Chancellor: High school graduation exams will be canceled, for now

In Nassau and Suffolk counties, many school administrators had pressed the state in recent weeks to reach a final decision on exam schedules. Credit: Newsday / J. Conrad Williams Jr.
New York State's Regents exams, gatekeepers to high school graduation for more than 150 years, will be canceled due to the coronavirus crisis, a top education official said Monday.
Betty A. Rosa, chancellor of the state's Board of Regents, said during a teleconference of the policymaking group that a formal announcement of the cancellation of testing in June would be made Tuesday. Details also will be released at that time on how high schools and students across the state can adjust to the change in rules for earning diplomas, Rosa added.
"A good deal of work has gone into this," Rosa said of preparatory staff work at the state Education Department aimed at working out alternative approaches for students. She offered no other details.
The chancellor's announcement was widely expected, and came around the same time Gov. Andrew M. Cuomo announced at his news conference that statewide school closings will be extended until at least April 29.
On March 20, the education department announced, amid shutdowns of schools on Long Island and elsewhere, that it was canceling tests in English Language Arts and math for more than a million students in grades 3-8. Agency officials said at the time they were reviewing the status of Regents exams as well.
Most of this year's Regents exams had been scheduled between June 17 and June 25, a familiar year-end ritual for most students. The three-hour English exam, for example, is taken annually by about 240,000 students statewide, including 40,000 in Nassau and Suffolk counties.
Since the 1990s, virtually all students wishing to graduate from high school have been required to pass four or five Regents exams in English, algebra, science, global history and U.S. history. Typically, students complete such testing by 10th or 11th grade, though many wind up retaking exams through the end of their senior year.
Now that cancellation is certain, many other issues remain to be settled.
"How will a student who hasn't completed all four or five exams meet the graduation requirement?" said Lorna Lewis, superintendent of Plainview-Old Bethpage schools. "That's the critical thing."
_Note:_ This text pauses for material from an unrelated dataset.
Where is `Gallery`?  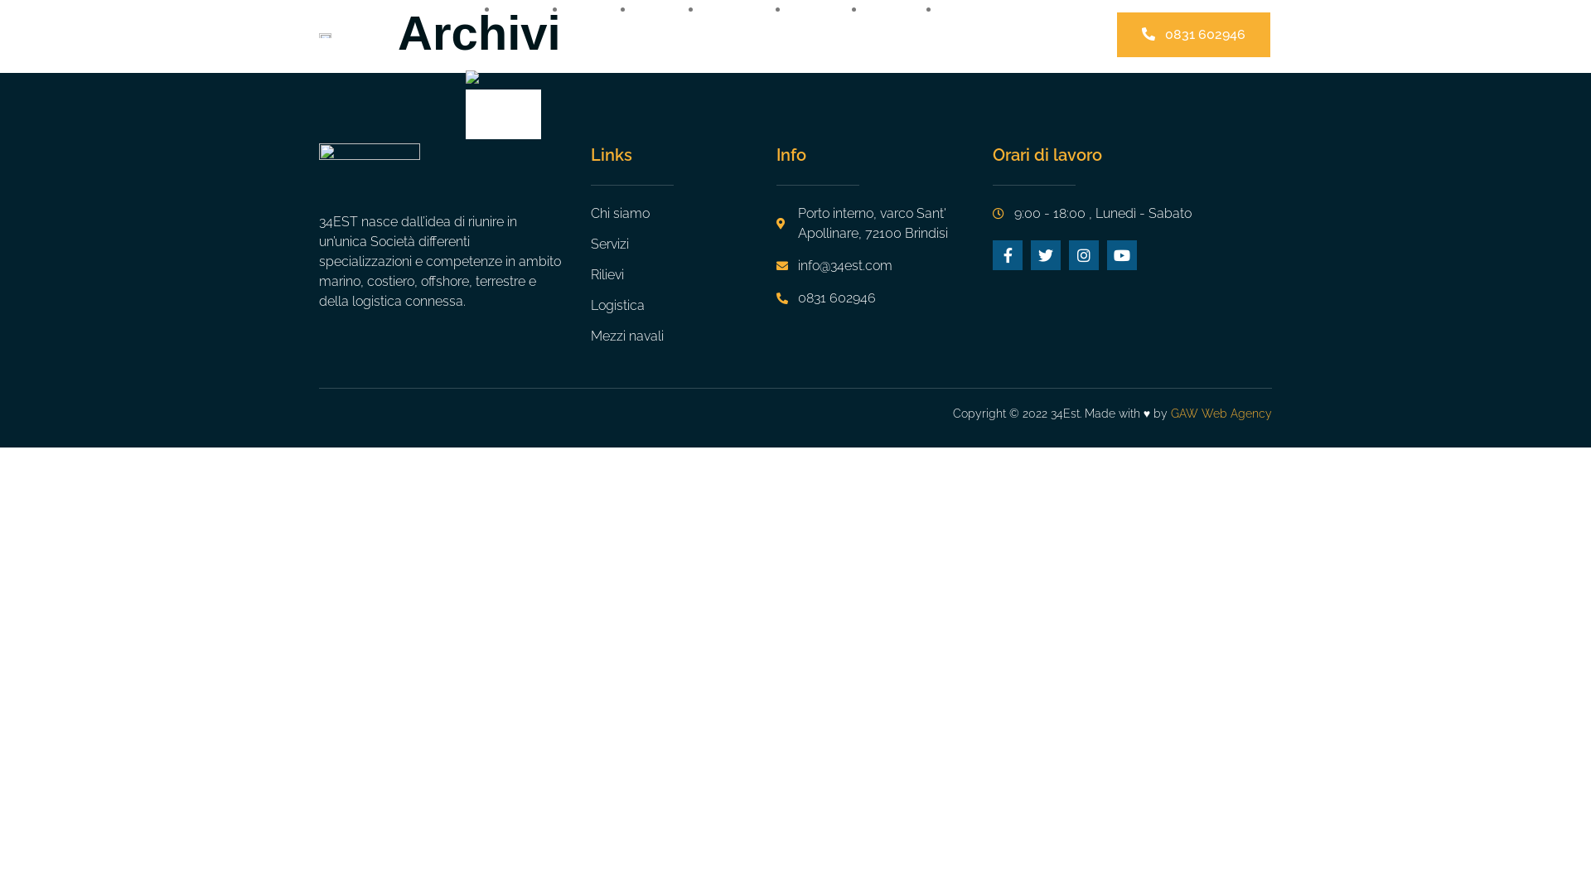 Gallery is located at coordinates (903, 10).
Lewis, immediate past president of the New York State Council of School Superintendents, said one option for the state might be allowing superintendents to waive some testing requirements for students who passed at least three state exams, along with all their courses.
One parent leader, Bonnie Buckley of Bellport, said parents of students with disabilities were asking if their teenagers might have to retake some courses, in preparation for Regents exams in 2021.
"If they're passing courses this year, then exams should be waived forever," said Buckley, organizer of a statewide group called Multiple Pathways to a Diploma for All Students.
In Nassau and Suffolk, many school administrators and parent leaders had pressed the state in recent weeks to reach a final decision on exam schedules, noting test prep instruction was especially difficult to deliver online with all schools shuttered.
The state's last mass cancellation of exams occurred in 1974, when administration of nine tests was suspended, following the discovery that some students had obtained answer sheets in advance and sold them.